Reciprocal roles of TGF-β1 and IL-2 in CCR6 expression by Th17 cells
The unique CCR6 expression by Th17 cells is interesting and implies that CCR6 would be important for the Th17 cell biology. It is likely that one (or some) of the cytokines used to generate the Th17 cells is responsible for the up-regulation of CCR6. We examined the roles of IL-6 and TGF-β1 in up-regulation of CCR6. It was TGF-β1, but not IL-6, that was able to induce CCR6 on T cells (Fig. 4a). Importantly, IL-2, when added to the culture, effectively suppressed the expression of CCR6 on Th17 cells (Fig. 4b). On the other hand, neutralizing anti-IL-2 antibody enhanced the CCR6 expression by Th17 cells (Fig. 4b).
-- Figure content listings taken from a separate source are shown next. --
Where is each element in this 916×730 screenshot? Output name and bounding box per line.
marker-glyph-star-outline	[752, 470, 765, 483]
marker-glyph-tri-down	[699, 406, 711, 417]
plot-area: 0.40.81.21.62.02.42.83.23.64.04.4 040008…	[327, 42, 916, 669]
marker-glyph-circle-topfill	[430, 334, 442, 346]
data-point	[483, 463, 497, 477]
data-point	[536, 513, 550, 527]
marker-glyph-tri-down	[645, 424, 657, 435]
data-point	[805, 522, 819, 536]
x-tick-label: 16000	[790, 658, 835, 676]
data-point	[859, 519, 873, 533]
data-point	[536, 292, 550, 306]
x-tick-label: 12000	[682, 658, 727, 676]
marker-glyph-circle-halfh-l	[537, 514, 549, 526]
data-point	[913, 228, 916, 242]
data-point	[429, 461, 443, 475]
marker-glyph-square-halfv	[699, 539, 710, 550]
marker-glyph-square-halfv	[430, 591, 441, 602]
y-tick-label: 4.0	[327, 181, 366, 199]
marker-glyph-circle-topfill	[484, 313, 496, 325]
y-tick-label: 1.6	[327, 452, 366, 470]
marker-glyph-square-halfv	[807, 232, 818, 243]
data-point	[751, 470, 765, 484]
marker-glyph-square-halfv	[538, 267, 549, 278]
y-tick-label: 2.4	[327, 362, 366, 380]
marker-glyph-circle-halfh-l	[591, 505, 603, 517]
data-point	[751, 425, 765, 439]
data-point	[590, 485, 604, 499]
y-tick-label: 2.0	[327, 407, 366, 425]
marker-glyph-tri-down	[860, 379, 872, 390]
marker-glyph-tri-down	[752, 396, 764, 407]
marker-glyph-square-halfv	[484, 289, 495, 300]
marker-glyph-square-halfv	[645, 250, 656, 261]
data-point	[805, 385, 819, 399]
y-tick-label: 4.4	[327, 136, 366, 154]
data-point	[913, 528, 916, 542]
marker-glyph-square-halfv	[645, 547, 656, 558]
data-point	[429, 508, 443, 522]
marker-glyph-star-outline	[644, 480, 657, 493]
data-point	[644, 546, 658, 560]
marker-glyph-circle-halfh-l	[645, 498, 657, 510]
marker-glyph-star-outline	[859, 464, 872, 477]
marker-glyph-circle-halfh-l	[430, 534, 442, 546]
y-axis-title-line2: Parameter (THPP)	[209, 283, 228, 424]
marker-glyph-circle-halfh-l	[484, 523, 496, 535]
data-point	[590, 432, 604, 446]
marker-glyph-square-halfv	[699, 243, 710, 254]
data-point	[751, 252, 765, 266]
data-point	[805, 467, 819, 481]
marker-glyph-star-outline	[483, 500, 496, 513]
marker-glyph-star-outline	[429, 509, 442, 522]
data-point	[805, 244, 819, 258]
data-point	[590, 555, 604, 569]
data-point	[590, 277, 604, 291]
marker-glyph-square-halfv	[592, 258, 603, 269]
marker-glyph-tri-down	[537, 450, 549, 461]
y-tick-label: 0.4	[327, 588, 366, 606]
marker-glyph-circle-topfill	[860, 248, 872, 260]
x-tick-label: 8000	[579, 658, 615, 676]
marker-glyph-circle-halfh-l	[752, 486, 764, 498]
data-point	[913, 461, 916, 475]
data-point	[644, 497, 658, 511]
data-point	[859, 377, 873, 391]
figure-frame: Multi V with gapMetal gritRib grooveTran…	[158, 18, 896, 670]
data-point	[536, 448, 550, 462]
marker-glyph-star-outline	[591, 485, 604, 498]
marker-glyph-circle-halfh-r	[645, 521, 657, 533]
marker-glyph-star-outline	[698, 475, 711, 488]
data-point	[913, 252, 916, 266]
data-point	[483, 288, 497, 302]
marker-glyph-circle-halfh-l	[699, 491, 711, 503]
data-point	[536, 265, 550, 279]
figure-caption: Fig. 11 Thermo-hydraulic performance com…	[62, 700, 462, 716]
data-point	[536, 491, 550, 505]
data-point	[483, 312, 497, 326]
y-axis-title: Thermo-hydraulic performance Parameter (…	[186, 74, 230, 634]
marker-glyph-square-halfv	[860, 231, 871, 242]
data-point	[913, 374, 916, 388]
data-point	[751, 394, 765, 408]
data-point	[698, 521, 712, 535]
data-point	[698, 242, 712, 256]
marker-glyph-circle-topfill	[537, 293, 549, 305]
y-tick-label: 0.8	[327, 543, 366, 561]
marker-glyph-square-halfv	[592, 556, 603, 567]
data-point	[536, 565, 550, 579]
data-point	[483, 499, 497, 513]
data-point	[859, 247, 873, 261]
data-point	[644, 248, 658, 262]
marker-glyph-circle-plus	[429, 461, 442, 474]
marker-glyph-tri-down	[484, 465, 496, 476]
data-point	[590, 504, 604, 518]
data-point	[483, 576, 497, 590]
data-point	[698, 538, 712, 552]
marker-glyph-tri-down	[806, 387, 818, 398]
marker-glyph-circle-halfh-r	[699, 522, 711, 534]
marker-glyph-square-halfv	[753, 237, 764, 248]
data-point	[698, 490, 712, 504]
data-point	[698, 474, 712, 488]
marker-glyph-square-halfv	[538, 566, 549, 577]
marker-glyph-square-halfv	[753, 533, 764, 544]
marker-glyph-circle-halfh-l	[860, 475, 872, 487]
The effects of the two cytokines on Th17 cell expression of CCR6 were dose-dependent (supplementary Fig. 3a). Similarly, IL-2 was able to suppress CCR6 expression by FoxP3+ T cells (supplementary Fig. 3b).
Figure 4. Factors that regulate CCR6 expression on Th17 cells.
(a) Regulation of T cell expression of CCR6 in vitro by cytokines (IL-2, TGF-β1, and IL-6). Naive CD4+ T cells were cultured with indicated cytokines for 7 days, and expression of CCR6 by the cultured CD4+ T cells was examined. (b) Effects of IL-2 (500 U/ml) and neutralizing anti-IL2 antibody (10 µg/ml) on expression of CCR6 by Th17 cells. (c) Impact of TGF-β receptor signaling on CCR6 expression by T cells in vivo. Three CD4+ T cell subsets, defined by the expression of IL-17 and CD44, were examined for expression of CCR6. Representative data of at least 3 independent experiments are shown.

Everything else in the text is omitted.